POPLAR BLUFF — Three firemen and six other persons were injured, two critically, in a fire engine-automobile crash here last night; the fire truck, speeding to what turned out to be only a grass fire, struck an electric light pole, snapping it off near the ground, and overturned in a water-filled ditch, six feet deep.

1924

Archbishop John J. Glennon of St. Louis confirms more than 200 members of Cape Girardeau’s two Catholic churches; it is his first official visit here in five years; Glennon confirms a class of 71 adults and children in the morning at St. Vincent’s Church; following this service, the archbishop goes to St. Mary’s Church, where he confirms 150 children and 20 adults; in the afternoon, he travels to Jackson and Dutchtown to confirm classes; Monday through Friday, he will visit the numerous Catholic churches of Scott County, as well as at Charleston, Sikeston, New Madrid and Caruthersville; at Portageville on Thursday, he will dedicate a new church.
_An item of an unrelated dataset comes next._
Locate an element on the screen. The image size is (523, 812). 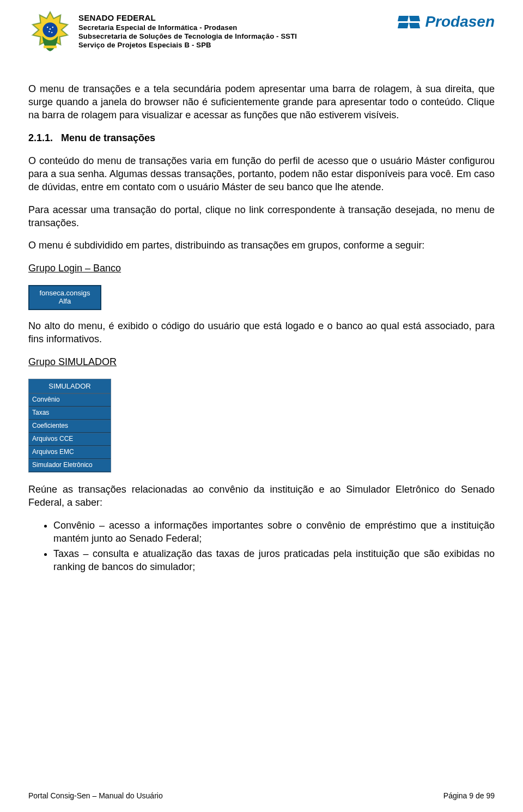
menu-sim-item: Arquivos EMC is located at coordinates (70, 452).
The Rev. H.B. Colter of Jackson occupies the pulpit at both the morning and evening services at First Baptist Church in Cape Girardeau in the absence of the pastor, the Rev. J.P. Scruggs, who is assisting in a revival at St. Joseph.

Southeast Missourian librarian Sharon Sanders compiles the information for the daily Out of the Past column. She also writes a weekend column called “From the Morgue” that showcases interesting historical stories from the newspaper.